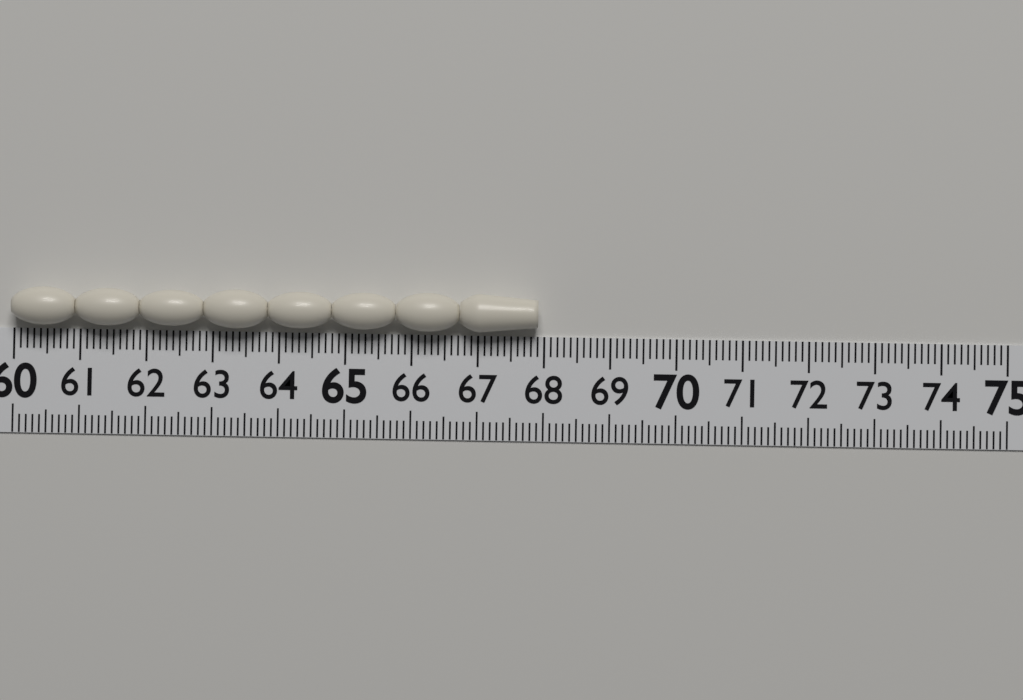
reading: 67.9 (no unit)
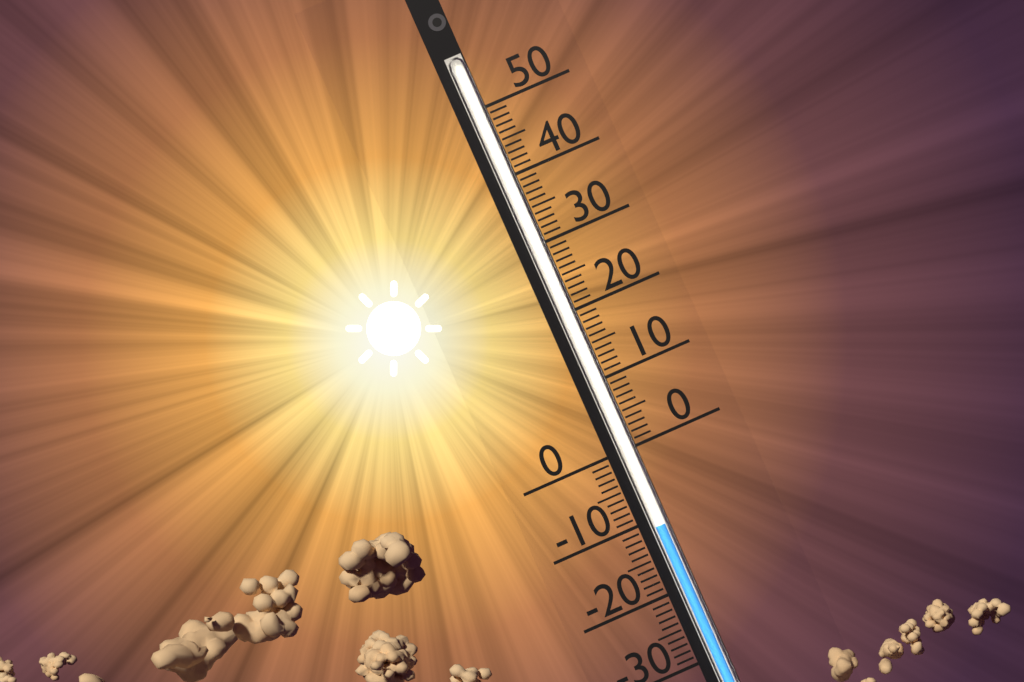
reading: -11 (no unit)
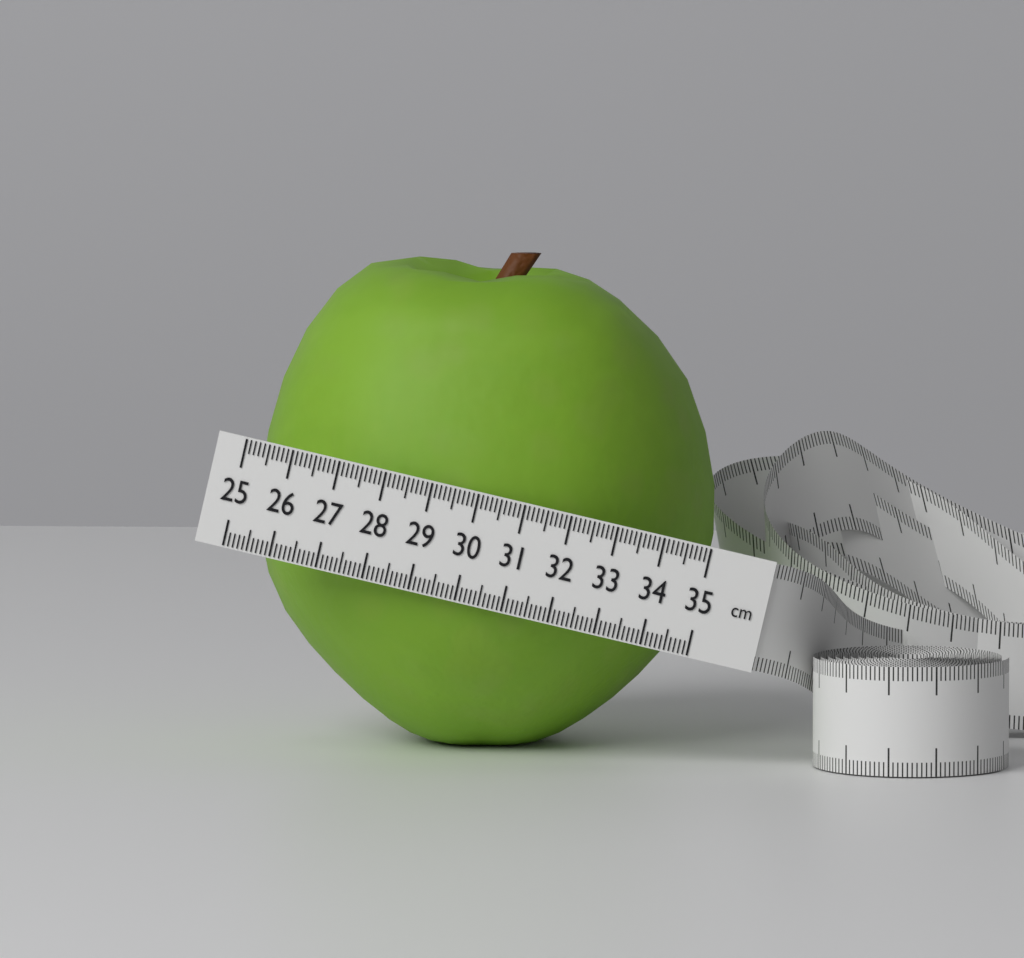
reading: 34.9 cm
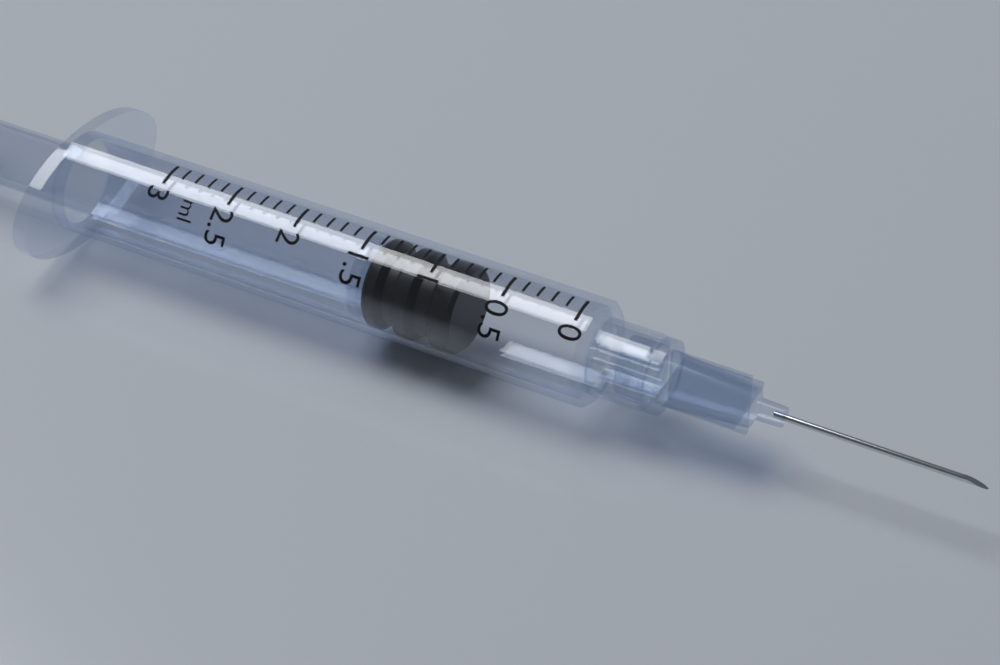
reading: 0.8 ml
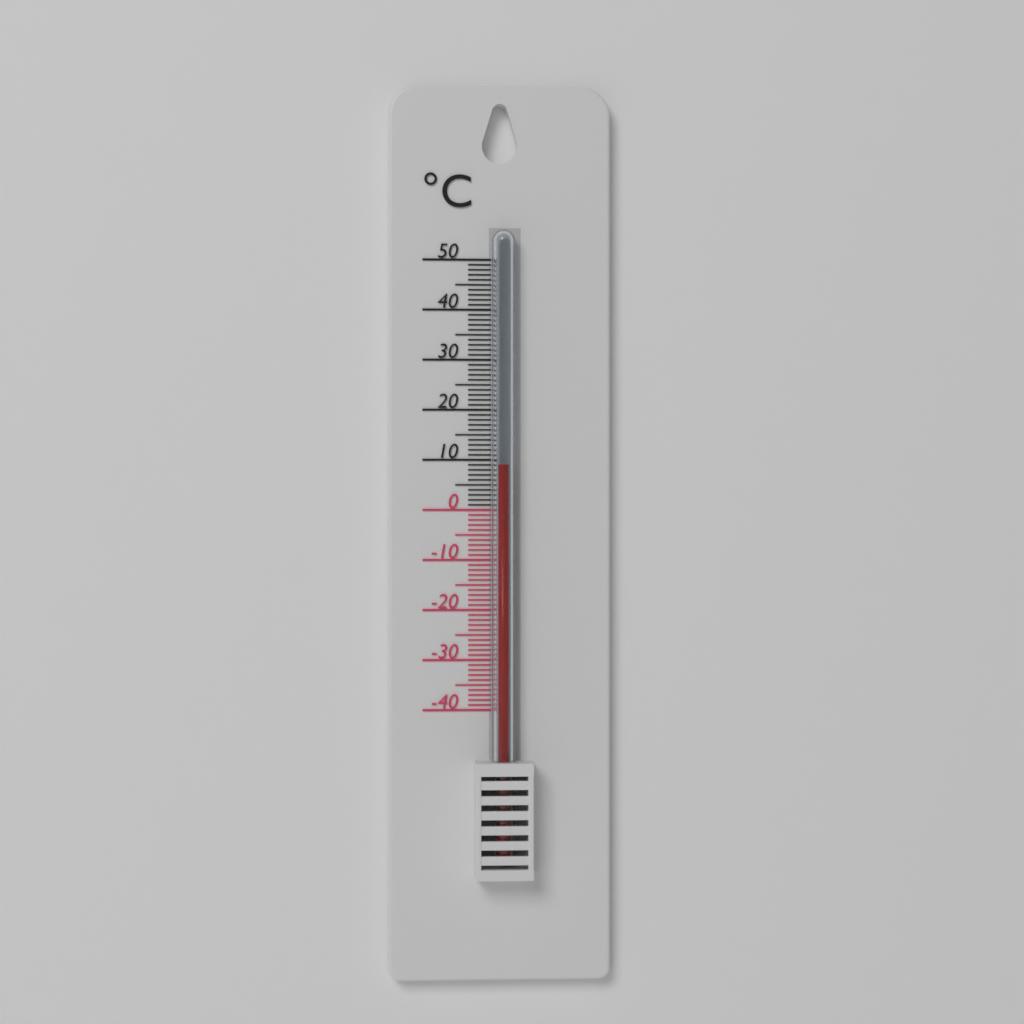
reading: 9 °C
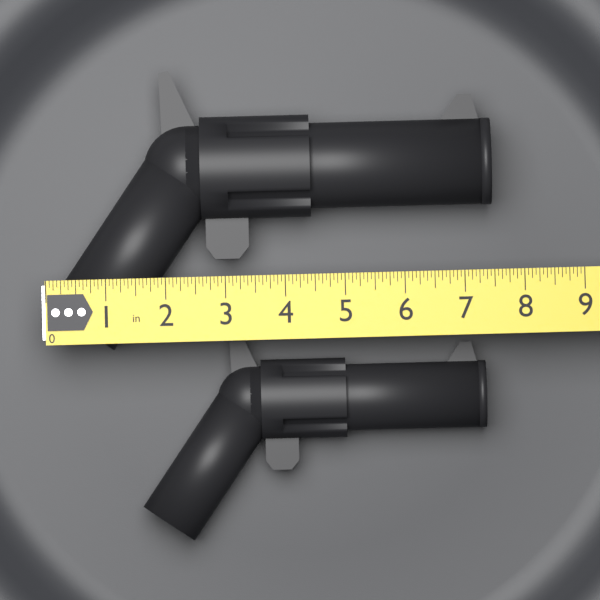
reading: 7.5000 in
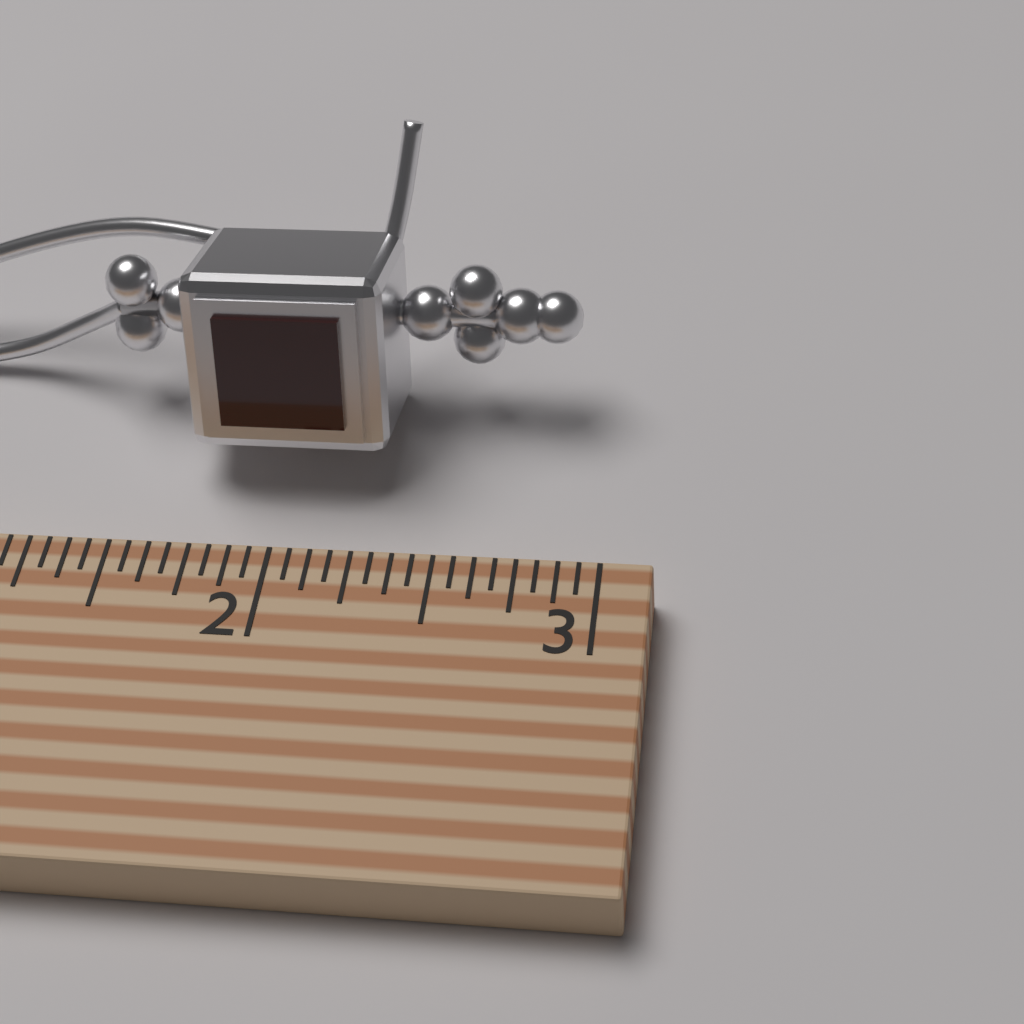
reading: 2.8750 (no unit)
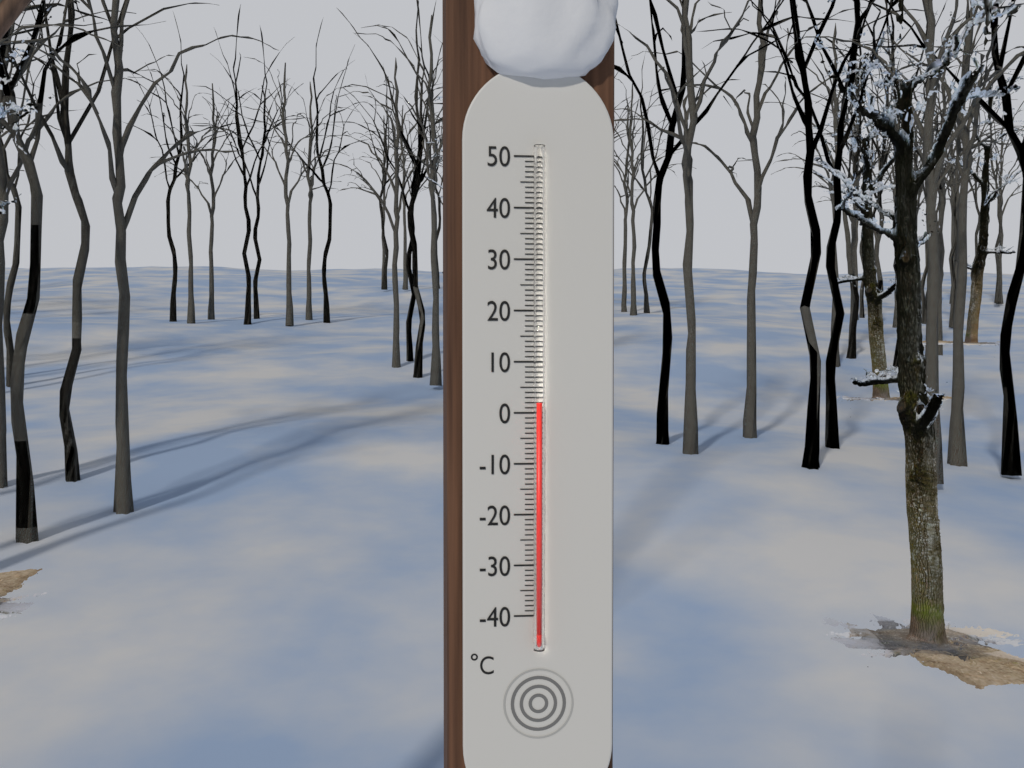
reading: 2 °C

◆ **EXERCISE BRIEF**:
In the printed copy, the material above must appear unchanged and without its pictures.

◆ **EXERCISE OUTPUT**:
reading: 67.9 (no unit)
reading: -11 (no unit)
reading: 34.9 cm
reading: 0.8 ml
reading: 9 °C
reading: 7.5000 in
reading: 2.8750 (no unit)
reading: 2 °C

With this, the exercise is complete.